“Sometimes you have to face your demons.”
Following the lengthiest bit of banter she offered to a condensed and sweaty Stone Fox crowd all night, Mackenzie Scott (better known by her stage name TORRES) launched into “Strange Hellos”, the opening track of her breakthrough sophomore effort, the daringly confessional Sprinter. The demons she was referring to, this writer can only infer, were circling about the room, taunting her throughout the first half of an ultimately triumphant homecoming performance.
It was only after the fiery catharsis of “Strange Hellos” that Scott seemed to snap back to reality, acknowledging that each song making up her (regrettably short) setlist was about someone or something that had provoked her into writing it in the first place.
This is the story that follows the music of TORRES. Nothing comes easily, especially not without the lingering stain of regret. Especially not without the empowerment that results from transmogrifying these past follies into something bigger and essential to turning these regrets into distant memories. Memories worth laughing about over a few drinks as opposed to crying about over several.
There’s a new narrative that has popped up in recent weeks when the music press at large approaches Sprinter, and rightfully so, much focus having been cast upon the indubitable themes of religion that course throughout the album. The title track (beefed up in live performance to a level that ties into TORRES’ underlying grunge influences, while still allowing for a debate about what exactly constitutes “grunge” in 2015) refers to a pastor being defrocked over his human temptation being channeled through pornography, a simulation of witnessing people in purportedly intimate moments.
In many ways, witnessing a TORRES set is an experience not heavily separated from Scott’s highly personal biographical anecdote, only the guilt-rendering vulgarity is implied and withdrawn. It’s obvious that many of these songs are coming from the part of the human brain that most would rather ignore and deny, in fear that release (rather than tasteful repression) might reveal a wicked nature.
Scott proved in her performance that these fears are moot, or at the very least incomprehensible in their status as being taboo. Set opener “Son, You Are No Island” recounts a bitter fragmentation of unity, a breakup song that Scott purports to have spawned from the concept of taking on the voice of God himself in damning the persecuted subject. Realistically, I can imagine presenting both this song and its context all these years later to the Catholic priest who figured intensely into my upbringing, but that man is no longer with us.
Mortality, in conjunction with turbulent faith and forceful resentment, factor into the music of TORRES. While she skipped over the contemplative Sprinter closer “The Exchange” (in which she repeats the sentiment that she is “afraid to watch [her] heroes age”) in her performance, she did perform to the edge (with the help of her expert backing band, consisting of rubber-armed drummer Dominic Cipolla, effortlessly harmonizing multi-instrumentalist Erin Manning and energy reciprocating guitarist Cameron Kapoor) of her life in a front a crowd that consisted significantly of old friends and family.
Much like Natalie Prass returning to an adoring High Watt crowd just last week, Scott and her impressively tight three-piece backing band had a distinct home field advantage throughout the night. And while it would be easy for me to write off the lackadaisical crowd as inattentive or distant, there’s a part of me that has by now realized that a silent room is not necessarily a distracted room. Judging by the several instances in which I’ve been unwillingly subjected to punchless singer-songwriter nights around town, I took the lack of outward reaction toward TORRES as a sign of respect and awe more than one of indifference.
There were no label executives in the room splitting their time between having a hard-on for the “next big thing” and trying to figure out how they can harness crushed dreams into material upon to which to lay the foundation of new condo buildings. There were no radio jockeys looking for the newest artist to coax into performing a “secret show” at City Winery. There were no major music publications leaching the energy from the room in hopes of latching themselves onto her upward trajectory.
No, Mackenzie Scott brought a show for Nashville and Nashville only, refuting the digital hype and the expectations that come with it, serving her highest purpose and her highest purpose alone.
Words by Kevin Brown /// Photos by Mick Leonardi
Additional photography from this show can be found courtesy of Jill Sanders at Deep Field Images.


# Task description
Pull out every line below holding the word "markers".

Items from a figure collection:

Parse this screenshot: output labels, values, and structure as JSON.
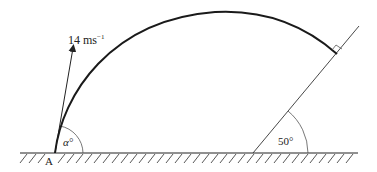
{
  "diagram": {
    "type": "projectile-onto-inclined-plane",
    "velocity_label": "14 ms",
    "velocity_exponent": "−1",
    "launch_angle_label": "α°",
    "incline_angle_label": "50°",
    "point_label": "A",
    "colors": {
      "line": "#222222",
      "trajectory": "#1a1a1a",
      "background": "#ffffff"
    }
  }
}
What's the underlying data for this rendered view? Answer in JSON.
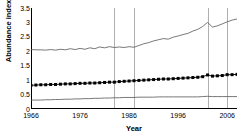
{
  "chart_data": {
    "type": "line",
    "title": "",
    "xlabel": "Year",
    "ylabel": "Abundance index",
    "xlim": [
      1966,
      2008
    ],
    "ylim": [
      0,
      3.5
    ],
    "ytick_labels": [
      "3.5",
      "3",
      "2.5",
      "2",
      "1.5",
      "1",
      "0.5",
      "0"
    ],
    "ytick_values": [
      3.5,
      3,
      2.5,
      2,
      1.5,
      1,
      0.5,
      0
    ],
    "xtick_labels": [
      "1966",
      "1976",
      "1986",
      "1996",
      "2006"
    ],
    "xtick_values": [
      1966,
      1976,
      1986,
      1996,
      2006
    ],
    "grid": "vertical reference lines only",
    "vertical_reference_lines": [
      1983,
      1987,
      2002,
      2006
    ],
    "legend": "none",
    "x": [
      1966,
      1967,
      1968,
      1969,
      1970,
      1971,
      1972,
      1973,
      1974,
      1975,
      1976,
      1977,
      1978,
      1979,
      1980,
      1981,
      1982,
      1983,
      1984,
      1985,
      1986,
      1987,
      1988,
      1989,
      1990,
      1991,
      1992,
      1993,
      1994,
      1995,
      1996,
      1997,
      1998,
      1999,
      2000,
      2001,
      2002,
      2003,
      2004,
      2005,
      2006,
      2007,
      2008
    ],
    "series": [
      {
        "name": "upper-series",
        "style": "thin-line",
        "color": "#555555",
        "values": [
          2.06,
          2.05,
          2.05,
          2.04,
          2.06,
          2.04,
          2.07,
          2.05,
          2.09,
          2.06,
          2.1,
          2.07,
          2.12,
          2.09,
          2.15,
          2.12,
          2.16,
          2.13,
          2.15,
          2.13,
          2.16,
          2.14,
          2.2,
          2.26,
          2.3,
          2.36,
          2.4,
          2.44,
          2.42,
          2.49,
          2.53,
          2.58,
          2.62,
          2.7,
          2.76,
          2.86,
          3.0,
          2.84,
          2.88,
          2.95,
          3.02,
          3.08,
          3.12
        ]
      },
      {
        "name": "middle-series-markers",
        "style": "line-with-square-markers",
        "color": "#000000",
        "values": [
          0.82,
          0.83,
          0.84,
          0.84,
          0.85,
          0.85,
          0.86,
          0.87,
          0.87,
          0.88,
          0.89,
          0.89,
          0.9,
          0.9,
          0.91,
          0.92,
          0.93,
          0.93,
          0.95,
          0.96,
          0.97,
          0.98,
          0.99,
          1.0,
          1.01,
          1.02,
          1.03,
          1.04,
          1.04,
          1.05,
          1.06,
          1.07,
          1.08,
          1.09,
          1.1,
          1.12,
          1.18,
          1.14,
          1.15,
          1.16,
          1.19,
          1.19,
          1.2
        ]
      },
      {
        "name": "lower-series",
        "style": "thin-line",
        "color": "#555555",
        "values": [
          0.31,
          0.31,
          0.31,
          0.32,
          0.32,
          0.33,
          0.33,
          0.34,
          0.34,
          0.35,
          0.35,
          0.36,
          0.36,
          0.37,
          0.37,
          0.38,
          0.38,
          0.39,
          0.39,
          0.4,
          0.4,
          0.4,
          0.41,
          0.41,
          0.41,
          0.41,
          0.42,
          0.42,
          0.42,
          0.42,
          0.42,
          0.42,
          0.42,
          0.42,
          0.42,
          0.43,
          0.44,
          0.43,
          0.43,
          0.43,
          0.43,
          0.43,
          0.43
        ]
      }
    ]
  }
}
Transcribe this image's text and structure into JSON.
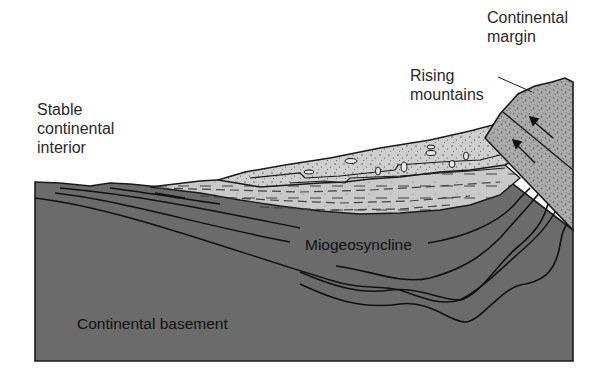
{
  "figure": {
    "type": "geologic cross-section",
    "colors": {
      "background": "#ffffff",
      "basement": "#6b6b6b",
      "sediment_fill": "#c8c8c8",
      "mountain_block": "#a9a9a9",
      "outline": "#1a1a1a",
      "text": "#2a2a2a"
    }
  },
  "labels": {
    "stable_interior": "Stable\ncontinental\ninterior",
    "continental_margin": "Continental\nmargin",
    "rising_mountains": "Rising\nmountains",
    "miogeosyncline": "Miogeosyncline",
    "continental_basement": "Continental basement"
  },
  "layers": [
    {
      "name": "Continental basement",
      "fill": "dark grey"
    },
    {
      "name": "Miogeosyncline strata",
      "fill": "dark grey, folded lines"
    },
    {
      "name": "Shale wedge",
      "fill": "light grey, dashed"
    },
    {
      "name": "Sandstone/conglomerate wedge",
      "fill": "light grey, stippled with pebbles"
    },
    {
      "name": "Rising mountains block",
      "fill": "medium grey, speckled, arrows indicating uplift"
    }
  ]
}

--

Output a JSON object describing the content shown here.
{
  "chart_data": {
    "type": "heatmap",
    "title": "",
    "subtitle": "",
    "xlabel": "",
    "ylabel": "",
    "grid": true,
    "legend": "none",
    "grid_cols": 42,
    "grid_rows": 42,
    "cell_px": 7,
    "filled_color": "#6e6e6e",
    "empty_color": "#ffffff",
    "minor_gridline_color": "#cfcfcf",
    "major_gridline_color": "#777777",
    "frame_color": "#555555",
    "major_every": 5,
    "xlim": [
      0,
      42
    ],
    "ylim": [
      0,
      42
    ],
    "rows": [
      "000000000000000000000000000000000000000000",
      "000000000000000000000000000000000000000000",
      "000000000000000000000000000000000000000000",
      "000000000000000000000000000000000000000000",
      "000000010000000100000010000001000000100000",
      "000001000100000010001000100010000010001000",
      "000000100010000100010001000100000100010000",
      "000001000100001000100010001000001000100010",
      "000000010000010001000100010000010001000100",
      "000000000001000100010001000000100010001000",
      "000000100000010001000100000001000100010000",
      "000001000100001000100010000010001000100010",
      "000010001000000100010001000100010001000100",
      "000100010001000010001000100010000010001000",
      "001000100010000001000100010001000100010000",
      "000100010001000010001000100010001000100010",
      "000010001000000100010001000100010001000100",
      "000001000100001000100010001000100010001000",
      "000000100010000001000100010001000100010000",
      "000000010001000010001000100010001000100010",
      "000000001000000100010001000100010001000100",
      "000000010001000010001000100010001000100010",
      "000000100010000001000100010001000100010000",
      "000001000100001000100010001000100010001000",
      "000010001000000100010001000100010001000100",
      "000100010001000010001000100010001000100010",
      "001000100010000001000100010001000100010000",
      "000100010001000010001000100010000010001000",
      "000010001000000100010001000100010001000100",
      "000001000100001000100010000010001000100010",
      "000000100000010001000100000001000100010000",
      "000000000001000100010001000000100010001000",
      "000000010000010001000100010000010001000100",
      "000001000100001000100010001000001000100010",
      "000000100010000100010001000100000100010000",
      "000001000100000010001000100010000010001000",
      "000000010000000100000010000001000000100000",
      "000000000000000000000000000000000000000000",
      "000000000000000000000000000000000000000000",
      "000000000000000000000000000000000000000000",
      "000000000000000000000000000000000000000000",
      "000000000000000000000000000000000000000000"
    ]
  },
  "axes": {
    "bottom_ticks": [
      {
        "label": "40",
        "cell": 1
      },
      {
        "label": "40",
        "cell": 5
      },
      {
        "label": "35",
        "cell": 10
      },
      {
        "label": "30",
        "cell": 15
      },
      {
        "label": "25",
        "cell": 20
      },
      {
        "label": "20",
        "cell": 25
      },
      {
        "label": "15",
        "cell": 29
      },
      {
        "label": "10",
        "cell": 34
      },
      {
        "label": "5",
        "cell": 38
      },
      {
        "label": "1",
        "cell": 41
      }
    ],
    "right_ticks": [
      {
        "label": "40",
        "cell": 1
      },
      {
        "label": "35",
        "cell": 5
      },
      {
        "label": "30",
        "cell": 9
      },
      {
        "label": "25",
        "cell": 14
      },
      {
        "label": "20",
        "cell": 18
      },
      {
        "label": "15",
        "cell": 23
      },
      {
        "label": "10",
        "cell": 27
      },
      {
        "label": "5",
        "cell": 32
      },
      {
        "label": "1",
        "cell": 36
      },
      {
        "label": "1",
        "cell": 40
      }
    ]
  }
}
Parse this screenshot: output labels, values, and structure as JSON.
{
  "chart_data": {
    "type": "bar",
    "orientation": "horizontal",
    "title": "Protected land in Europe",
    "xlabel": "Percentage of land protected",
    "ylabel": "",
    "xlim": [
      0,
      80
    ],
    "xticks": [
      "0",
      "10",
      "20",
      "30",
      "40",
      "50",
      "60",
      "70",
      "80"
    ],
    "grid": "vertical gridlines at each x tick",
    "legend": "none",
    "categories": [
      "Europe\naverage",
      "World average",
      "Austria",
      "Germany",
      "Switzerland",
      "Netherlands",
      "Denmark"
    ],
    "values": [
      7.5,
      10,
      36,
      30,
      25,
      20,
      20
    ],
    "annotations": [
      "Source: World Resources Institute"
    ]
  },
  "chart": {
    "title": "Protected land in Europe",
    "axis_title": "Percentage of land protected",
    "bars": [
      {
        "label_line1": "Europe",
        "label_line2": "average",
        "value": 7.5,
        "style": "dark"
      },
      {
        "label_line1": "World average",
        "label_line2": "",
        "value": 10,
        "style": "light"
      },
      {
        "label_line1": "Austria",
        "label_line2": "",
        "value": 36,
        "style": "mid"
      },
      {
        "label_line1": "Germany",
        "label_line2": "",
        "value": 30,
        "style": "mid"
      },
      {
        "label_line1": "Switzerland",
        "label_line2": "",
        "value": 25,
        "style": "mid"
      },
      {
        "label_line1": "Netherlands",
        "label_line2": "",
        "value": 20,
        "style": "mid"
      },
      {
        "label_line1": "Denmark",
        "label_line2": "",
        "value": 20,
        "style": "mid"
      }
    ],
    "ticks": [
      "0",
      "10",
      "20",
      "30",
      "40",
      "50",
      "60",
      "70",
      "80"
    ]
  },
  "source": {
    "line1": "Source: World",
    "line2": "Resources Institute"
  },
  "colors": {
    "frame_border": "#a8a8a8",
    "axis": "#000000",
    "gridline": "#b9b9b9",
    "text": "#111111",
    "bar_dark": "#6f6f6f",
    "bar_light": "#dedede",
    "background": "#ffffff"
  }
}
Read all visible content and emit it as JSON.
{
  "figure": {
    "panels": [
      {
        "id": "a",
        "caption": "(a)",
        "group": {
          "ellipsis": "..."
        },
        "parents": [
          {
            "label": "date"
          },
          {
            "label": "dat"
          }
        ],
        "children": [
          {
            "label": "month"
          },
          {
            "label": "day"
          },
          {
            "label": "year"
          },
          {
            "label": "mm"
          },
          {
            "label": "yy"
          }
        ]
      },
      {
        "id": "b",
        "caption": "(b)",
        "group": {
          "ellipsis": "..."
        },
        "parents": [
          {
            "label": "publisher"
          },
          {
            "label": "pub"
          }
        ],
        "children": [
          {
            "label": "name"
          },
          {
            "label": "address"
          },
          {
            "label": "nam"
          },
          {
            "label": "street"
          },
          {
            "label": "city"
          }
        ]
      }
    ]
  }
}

# Answer box
        "name": "middle-series-markers",
        "style": "line-with-square-markers",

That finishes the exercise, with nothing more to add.